The Health Ministry said that a total of 11,73,219 samples were tested in the last 24 hours. So far, 25,52,14,803 samples have been tested.

A total of 34,15,055 people were vaccinated in the last 24 hours taking the total vaccination count to 9,80,75,160.

Also Read – Vijayan, Chandy stable after testing Covid positive

RSS chief tests positive

Rashtriya Swayamsevak Sangh (RSS) Sarsanghchalak Mohan Bhagwat has tested Covid-19 positive and is undergoing treatment in a private hospital here.

According to an RSS functionary, he was suffering from some minor cough and cold issues and underwent an RT-PCR test.

RSS Sarsanghchalak Mohan Bhagwat

After the report came Covid-19 positive, he was admitted to the Kingsway Hospital on Friday.

Incidentally, the 70-year-old Bhagwat – who had taken his first dose of Covid-19 vaccine on March 7 – is responding well to the treatment and his condition is described as stable.

Currently, Nagpur – the state’s second capital is amongst the worst-hit Corona hotspots in the state besides Mumbai and Pune in the ongoing ferocious second wave of the pandemic.

Also Read – As Covid cases spike, Modi looks avert to reverse migration

Test, track and treat

Amid the spike in the number of Covid-19 cases across the country, Prime Minister Narendra Modi has emphasised on the ‘test track & treat’ mantra, besides stressing on following Covid appropriate behaviour and effective Covid management measures to check the spread of the virus.

The Prime Minister held a virtual meeting with all the Chief Ministers to review the Covid situation in the country on Thursday, his second interaction with the CMs within a month.

The Prime Minister pointed out that to contain the spread of the virus, testing and tracking play an effective role.

The Prime Minister, Shri Narendra Modi interacting with the Chief Ministers on COVID-19 and vaccination programme through video conferencing, in New Delhi on April 08, 2021.

Observing that every single positive case has the potential to spread the virus to others in the absence of adequate preventive measures, the Prime Minister said that at least 30 contacts of a positive case must be traced, tested and quarantined, preferably within the first 72 hours.
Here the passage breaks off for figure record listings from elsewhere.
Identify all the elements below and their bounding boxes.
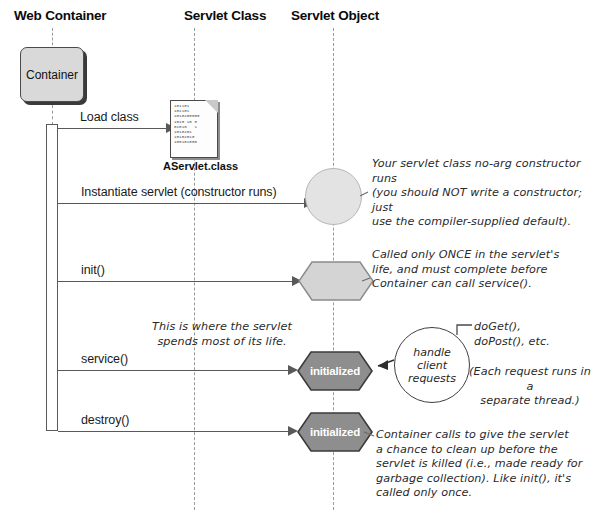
note-do-methods: doGet(), doPost(), etc. — [474, 320, 594, 349]
servlet-object-hexagon-service: initialized — [294, 348, 376, 394]
lifeline-web-container-mid — [52, 105, 53, 125]
message-label-destroy: destroy() — [81, 413, 129, 427]
connector-bubble-to-hexagon — [378, 360, 394, 366]
container-box: Container — [20, 47, 84, 102]
note-service-life: This is where the servlet spends most of… — [136, 320, 308, 349]
note-constructor: Your servlet class no-arg constructor ru… — [372, 157, 598, 230]
servlet-object-hexagon-destroy: initialized — [294, 409, 376, 455]
message-line-init — [58, 281, 294, 282]
servlet-object-hexagon-init — [296, 258, 376, 304]
container-box-label: Container — [21, 68, 83, 82]
handle-client-requests-label: handle client requests — [395, 346, 469, 385]
servlet-object-hexagon-destroy-label: initialized — [294, 426, 376, 438]
message-line-destroy — [58, 431, 290, 432]
column-header-servlet-class: Servlet Class — [184, 8, 266, 23]
class-file-label: AServlet.class — [163, 160, 238, 172]
activation-bar-web-container — [46, 124, 58, 431]
connector-bubble-arrowhead — [378, 360, 388, 370]
servlet-object-hexagon-service-label: initialized — [294, 365, 376, 377]
note-thread: (Each request runs in a separate thread.… — [464, 365, 596, 409]
message-label-init: init() — [81, 263, 105, 277]
note-destroy: Container calls to give the servlet a ch… — [376, 428, 598, 501]
servlet-object-circle — [305, 168, 362, 225]
column-header-servlet-object: Servlet Object — [291, 8, 379, 23]
class-file-bits: 101101 101101 1010100000 1010 10 0 01010… — [174, 104, 214, 146]
diagram-canvas: Web Container Servlet Class Servlet Obje… — [0, 0, 598, 518]
message-label-load-class: Load class — [80, 110, 139, 124]
handle-client-requests-bubble: handle client requests — [394, 327, 470, 403]
class-file-icon: 101101 101101 1010100000 1010 10 0 01010… — [170, 100, 218, 158]
message-label-instantiate: Instantiate servlet (constructor runs) — [81, 185, 277, 199]
message-line-load-class — [58, 128, 168, 129]
column-header-web-container: Web Container — [14, 8, 106, 23]
message-line-instantiate — [58, 203, 306, 204]
note-init: Called only ONCE in the servlet's life, … — [372, 248, 594, 292]
connector-do-methods — [457, 325, 472, 335]
message-label-service: service() — [81, 352, 128, 366]
message-line-service — [58, 370, 290, 371]
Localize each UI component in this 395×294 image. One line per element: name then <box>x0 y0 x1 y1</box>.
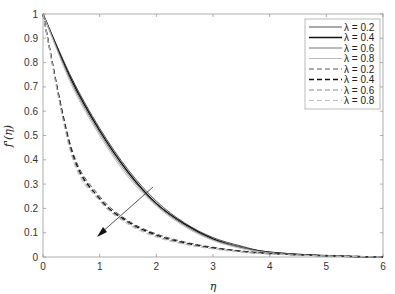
y-tick-label: 0.4 <box>24 154 38 165</box>
y-tick-label: 0.6 <box>24 106 38 117</box>
y-tick-label: 0.3 <box>24 179 38 190</box>
legend-label: λ = 0.8 <box>344 53 375 64</box>
legend-label: λ = 0.4 <box>344 74 375 85</box>
x-tick-label: 6 <box>380 261 386 272</box>
line-chart: 00.10.20.30.40.50.60.70.80.91 0123456 η … <box>0 0 395 294</box>
legend-label: λ = 0.2 <box>344 64 375 75</box>
x-tick-label: 1 <box>97 261 103 272</box>
legend: λ = 0.2λ = 0.4λ = 0.6λ = 0.8λ = 0.2λ = 0… <box>305 19 380 109</box>
legend-label: λ = 0.8 <box>344 95 375 106</box>
x-axis-label: η <box>210 280 217 293</box>
legend-label: λ = 0.2 <box>344 22 375 33</box>
legend-label: λ = 0.6 <box>344 43 375 54</box>
y-tick-label: 0.5 <box>24 130 38 141</box>
x-tick-label: 3 <box>210 261 216 272</box>
x-tick-label: 5 <box>324 261 330 272</box>
x-tick-label: 2 <box>154 261 160 272</box>
y-tick-label: 0.8 <box>24 57 38 68</box>
y-tick-label: 0.2 <box>24 203 38 214</box>
y-tick-label: 0.7 <box>24 81 38 92</box>
y-axis-label: f'(η) <box>2 125 15 148</box>
y-tick-label: 0.1 <box>24 227 38 238</box>
x-tick-label: 0 <box>40 261 46 272</box>
y-tick-label: 0 <box>32 252 38 263</box>
x-tick-label: 4 <box>267 261 273 272</box>
legend-label: λ = 0.4 <box>344 32 375 43</box>
y-tick-label: 0.9 <box>24 33 38 44</box>
y-tick-label: 1 <box>32 9 38 20</box>
legend-label: λ = 0.6 <box>344 85 375 96</box>
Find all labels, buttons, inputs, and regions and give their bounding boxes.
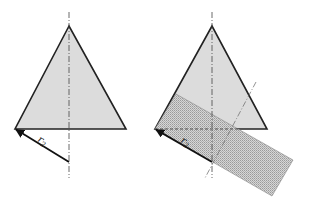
radius-label: r2 [35,133,50,149]
right-figure: r2 [155,12,293,196]
left-figure: r2 [15,12,126,178]
cone-triangle [15,26,126,129]
diagram-canvas: r2 r2 [0,0,309,206]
“There should not be any relaxation in our efforts due to Covid fatigue,” Modi said.

He also asked for adherence to the SoPs issued by the Health Ministry, especially in the containment zones.

Also Read – India donates 100,000 doses of Covid vaccine to Nigeria

The Prime Minister emphasised on the need to have comprehensive data on Covid deaths with detailed analysis.

He also asked the states to join the webinars on Covid-19 organised by AIIMs every Tuesday and Friday, besides appealing to the states to ensure 100 per cent vaccination of 45-plus population in the high focus districts.

The Prime Minister called for a ‘Teeka Utsav’ (vaccination festival) between April 11, the birth anniversary of Jyotirao Govindrao Phule, and April 14, the birth anniversary of B.R. Ambedkar.

The Prime Minister, Shri Narendra Modi interacting with the Chief Ministers on COVID-19 and vaccination programme through video conferencing, in New Delhi on April 08, 2021.

“Effort should be made to vaccinate the maximum number of people during the vaccination festival,” he said.

Modi also called upon the youth to help in getting everyone above 45 years of age vaccinated.

Cautioning against carelessness, Modi said, “We have to keep in mind that despite vaccination, there should not be lowering of guard and proper precautions should be continued to be taken.”

During the meeting, Union Home Minister Amit Shah outlined the efforts undertaken by the government in the battle against Covid-19.